Cream: Taylor of Old Bond Street Lemon & Lime Shaving Cream

Brush: The Guv'nor Pure Badger Aftershave: Proraso Refreshing






The Shave: Exciting times*. If you consider going at the stubble on your face and neck with shiny, sharpened steel exciting. Some would say it was scary. Others just downright foolhardy. But exciting seems to sum it up for me.

This was the first time out with the Thiers-Issard 1937 Special Coiffeur**. It was frustrating to have had the razor for over a week and not actually have shaved with it. This delay was basically down to cowardice, although not, as you would imagine, cowardice in the face of sharpened steel gliding, slicing and slashing across my neck. No – I managed to get myself in a right old tizzy over stropping.

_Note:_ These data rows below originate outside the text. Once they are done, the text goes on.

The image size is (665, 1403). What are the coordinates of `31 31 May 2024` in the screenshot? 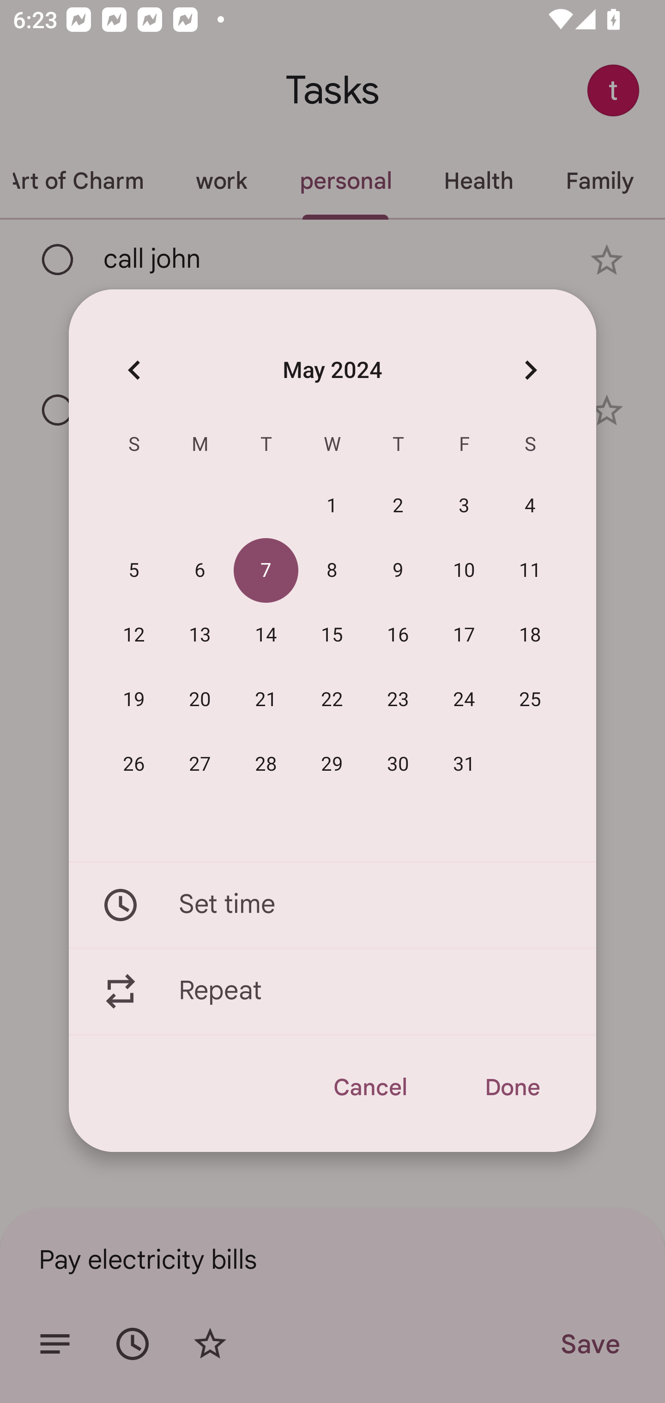 It's located at (464, 764).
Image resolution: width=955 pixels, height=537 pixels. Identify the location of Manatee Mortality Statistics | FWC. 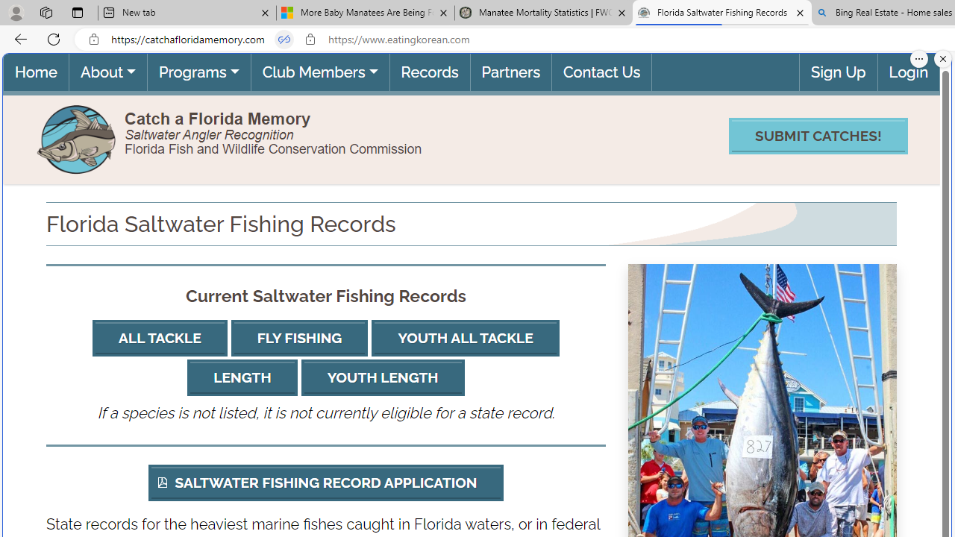
(544, 13).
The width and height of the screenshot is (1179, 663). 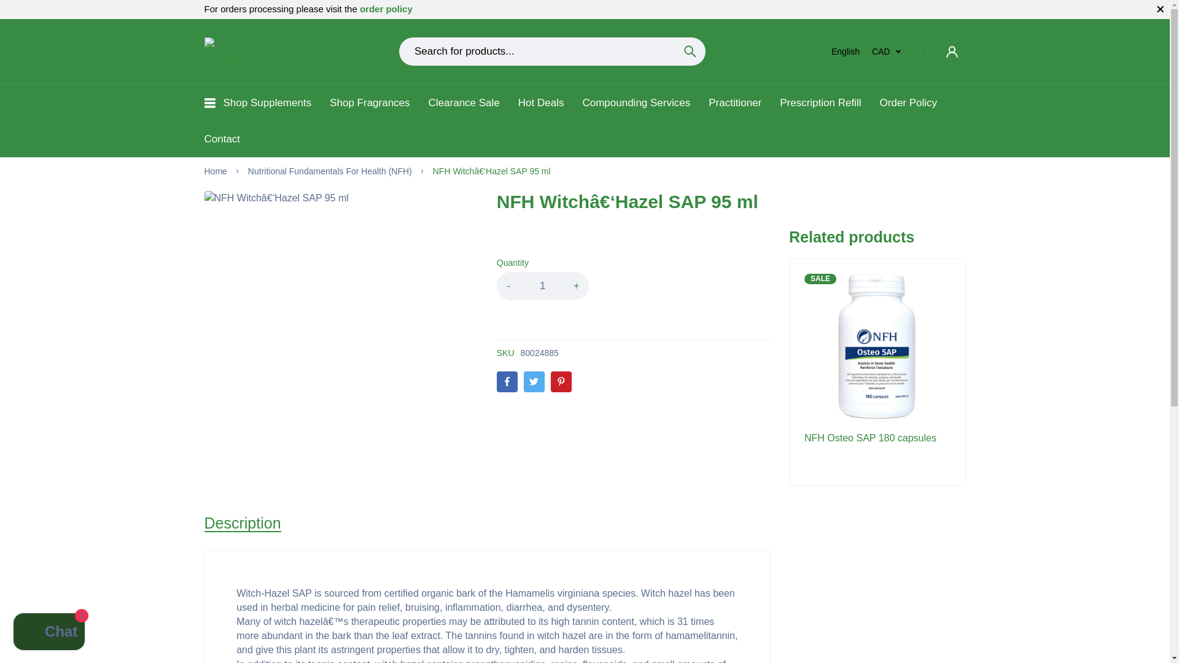 I want to click on Facebook, so click(x=507, y=382).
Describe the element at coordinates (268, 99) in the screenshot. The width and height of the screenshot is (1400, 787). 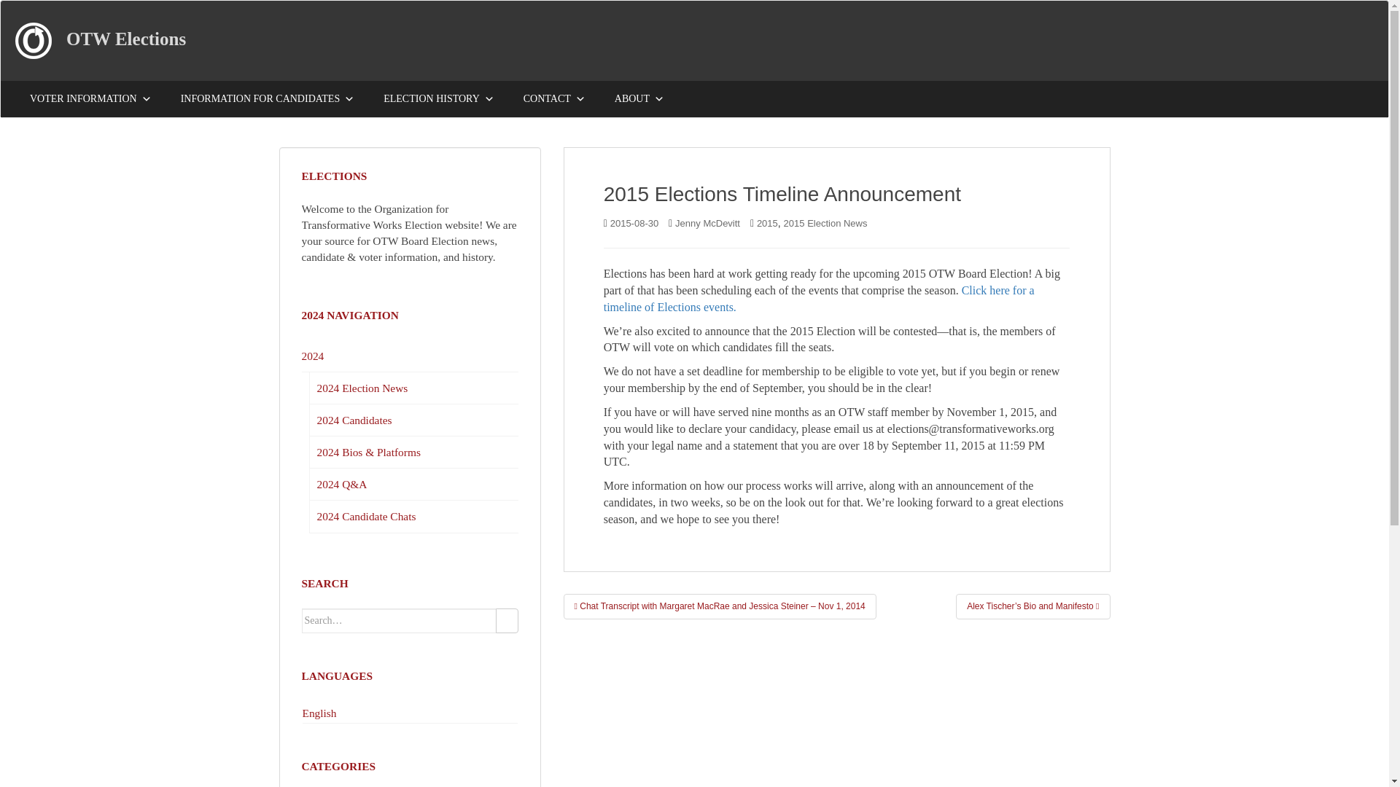
I see `INFORMATION FOR CANDIDATES` at that location.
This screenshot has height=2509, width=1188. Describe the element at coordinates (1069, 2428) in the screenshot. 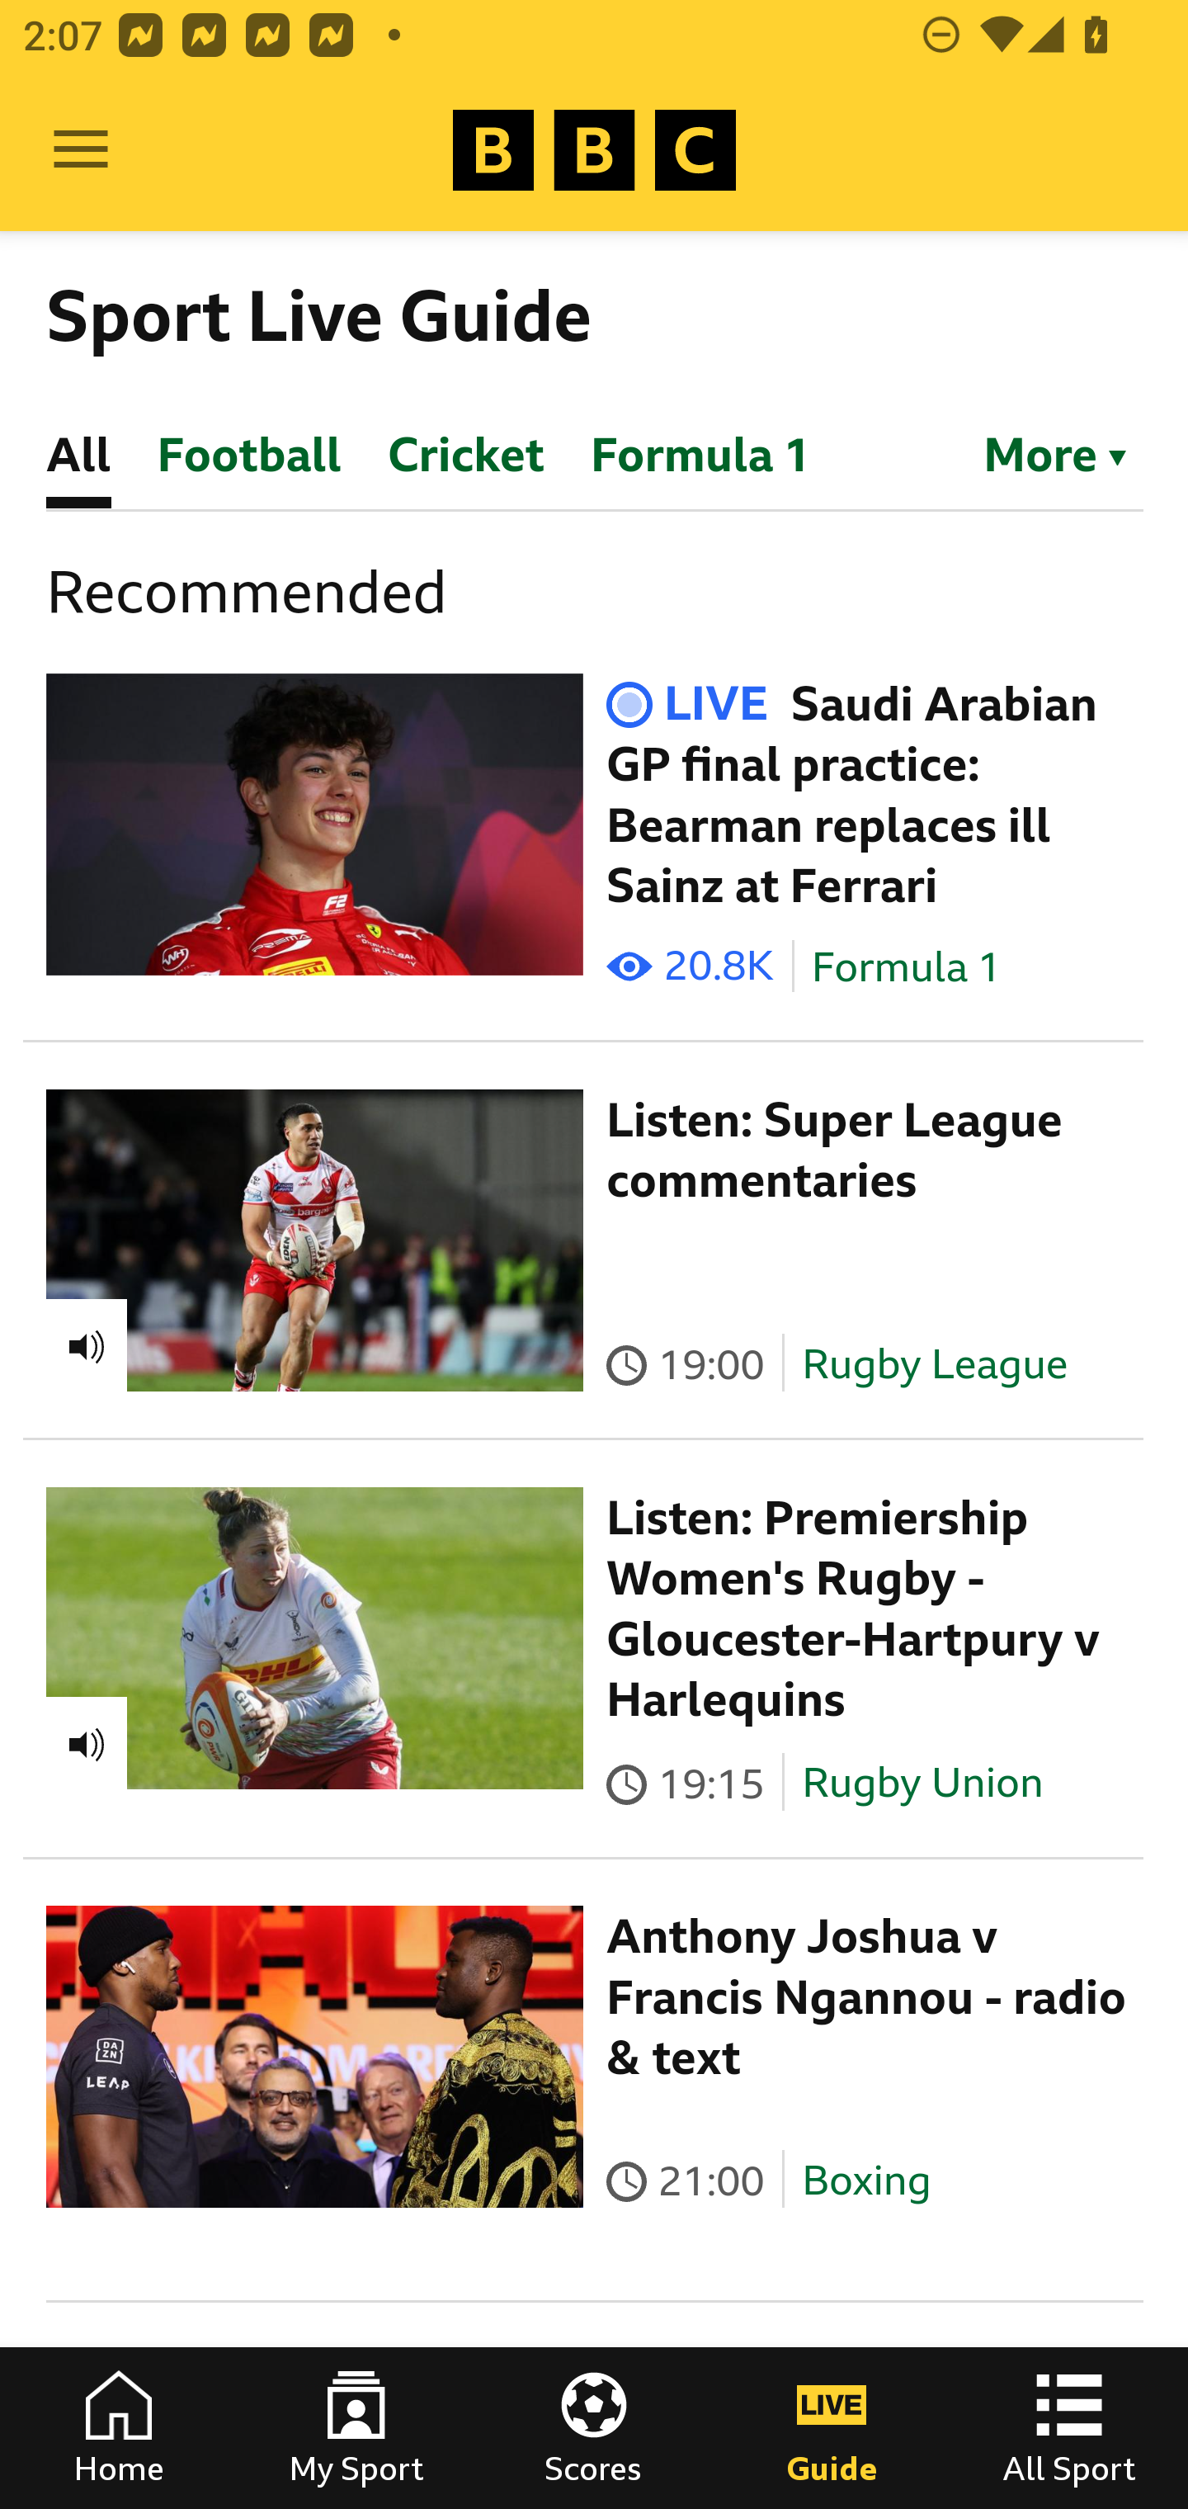

I see `All Sport` at that location.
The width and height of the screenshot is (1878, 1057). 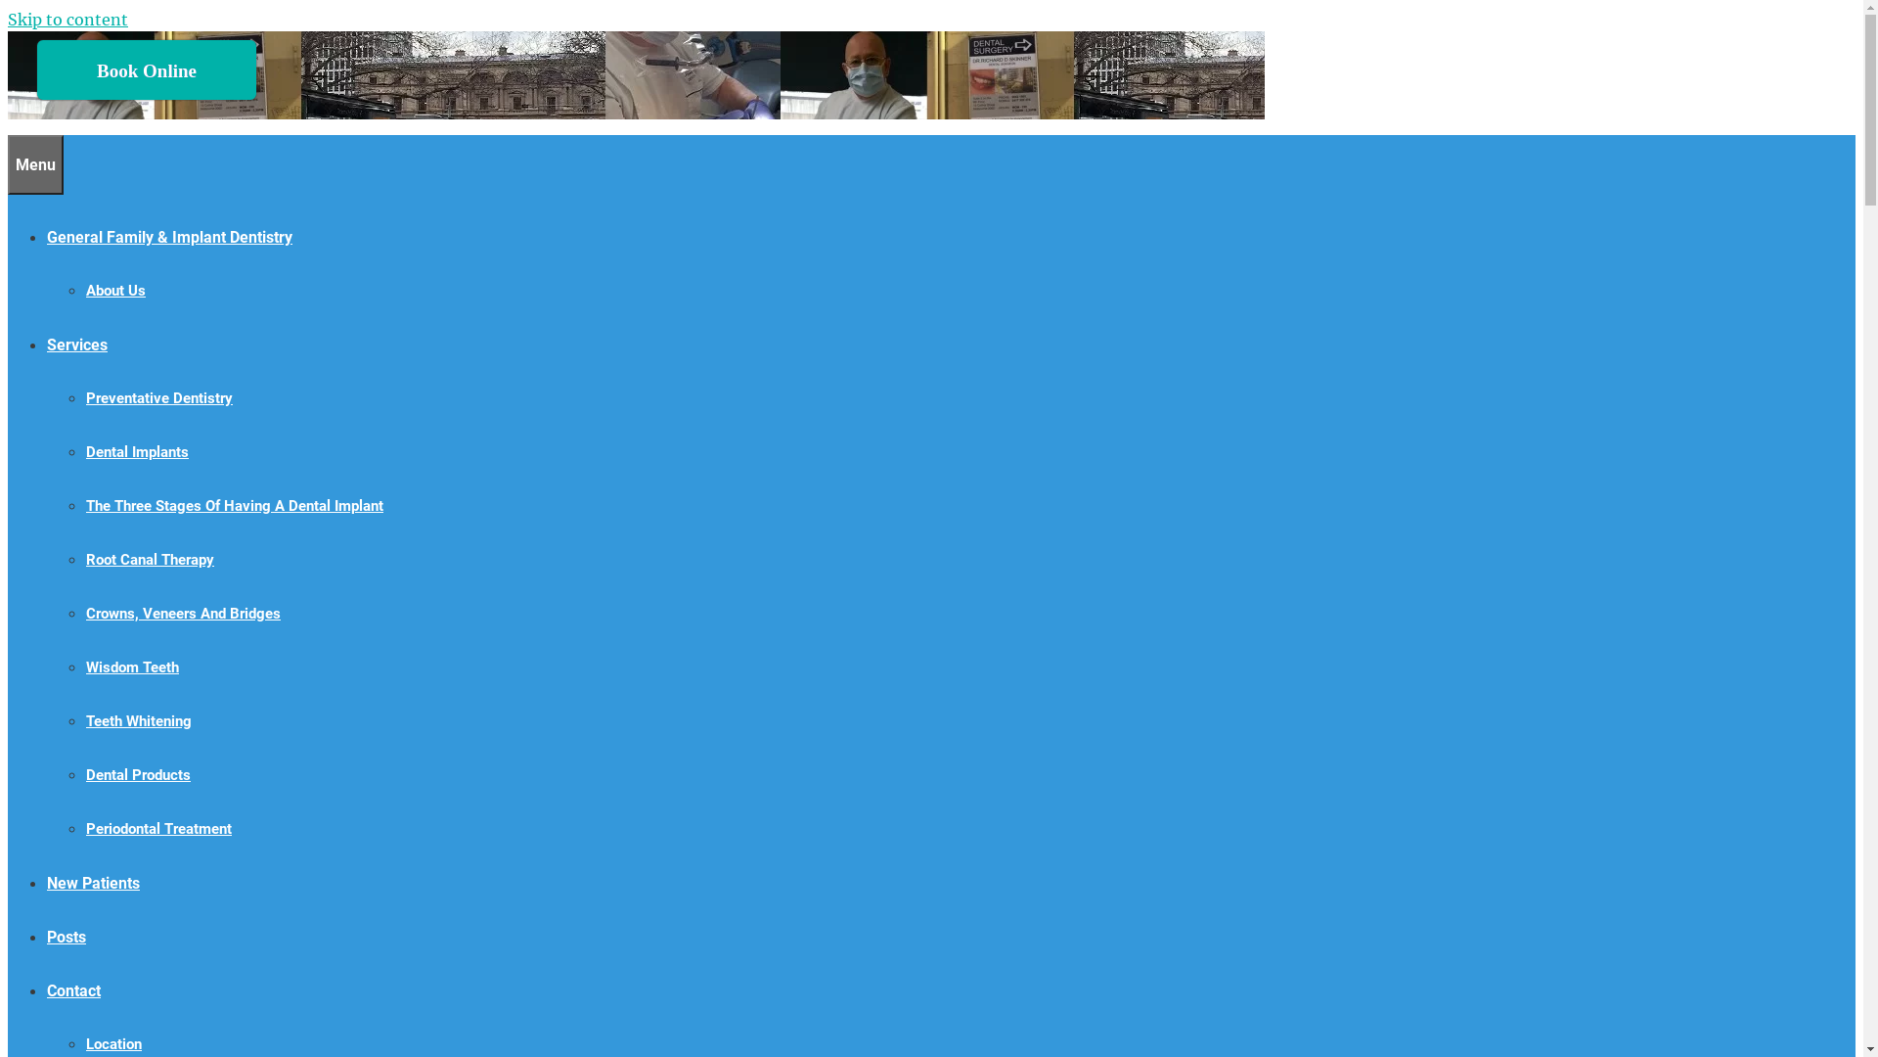 What do you see at coordinates (158, 829) in the screenshot?
I see `Periodontal Treatment` at bounding box center [158, 829].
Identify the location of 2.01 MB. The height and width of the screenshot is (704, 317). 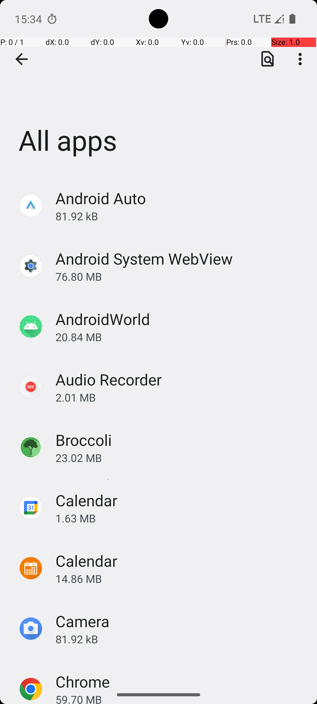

I watched videos on YouTube and read articles. I found myself getting obsessed with pastes: white, pastes, yellow pastes, green pastes. This was mainly because at the time of buying the razor I also got talked into buying a four-sided paddle strop along with some green paste. But coming to terms with which pastes went on which side of the paddle, and even whether they were actually necessary anyway and learning to use an X pattern while stropping on account of the paddle strop not being as wide as the blade made me feel like I was learning to drive and having to get used to changing down to second gear as I went round a corner all over again***. As far as I was concerned, the razor was bought shave-ready and all I had to do was strop the blade before use and go about my business. So having blown my mind with YouTube videos and articles, I did what I should have done much earlier and asked a few simple questions on a couple of Facebook wet-shaving pages (I'm looking at you Straight Razor Place Facebook) and got the answer I needed. Which proved to be a lot simpler I'd thought. Thus it was that yesterday afternoon I took my new 3 inch-wide hanging strop, with leather (English full-grain veg tan shoulder) on one side and canvas (cotton) on the other and gave the 1937 a damned-good stropping.

I'm a frequent user and lover of Boker shavettes (both Olivewood and now the black-handled one) and the Feather Club Artist SS folding and non-folding, Japanese-style razors. I have other less-fancy shavettes in my collection too. I thought using these - and having become quite good with them, if I do say so myself - would have prepared me adequately for the job at hand. But using an actual straight razor for the first time was on a whole different level****. The blade actually 'sang' as it carved its way through my stubble, a sort of weird, tinny***** sound that I'd read about in some of the many articles I'd read during the research****** stage of the buying process. It also cut through the stubble very efficiently, although not as well as it will when I've had a few more goes at it and my confidence in using the blade increases.

I kept to just the one pass with the 1937, which I came out of unscathed (apart from one very tiny weeper) and thought it best not to push my luck any further, finishing with my trusty, much-loved RazoRock Self-lubricating Open-Comb Razor and a splash of the equally-trusty Proraso eucalyptus and menthol lotion. A great way to end a momentous shave.



* Depending on your own personal definition of the word.

** Look, it's a pain having to type Thiers-Issard 1937 Special Coiffeur again and again (I didn't that time – I just copied and pasted it). So from here on in I'm going to call it the 1937.


*** Or, in fact, learning to shave, all over again.


**** Different in terms of technique. Or maybe it's not that different and that I was just hyper-vigilant and very aware that I was using something I'd never used before.

***** I don't mean tinny as in 'made of tin'. I mean tinny in terms of audio feedback. A sort of curious, trebly sound that put me in mind of the brief clash of two miniature swords, wielded by mice.

****** By 'research' what I actually mean is 'dribbling over photos of vintage cut-throat razors that I can't possibly afford'. It's a daily thing.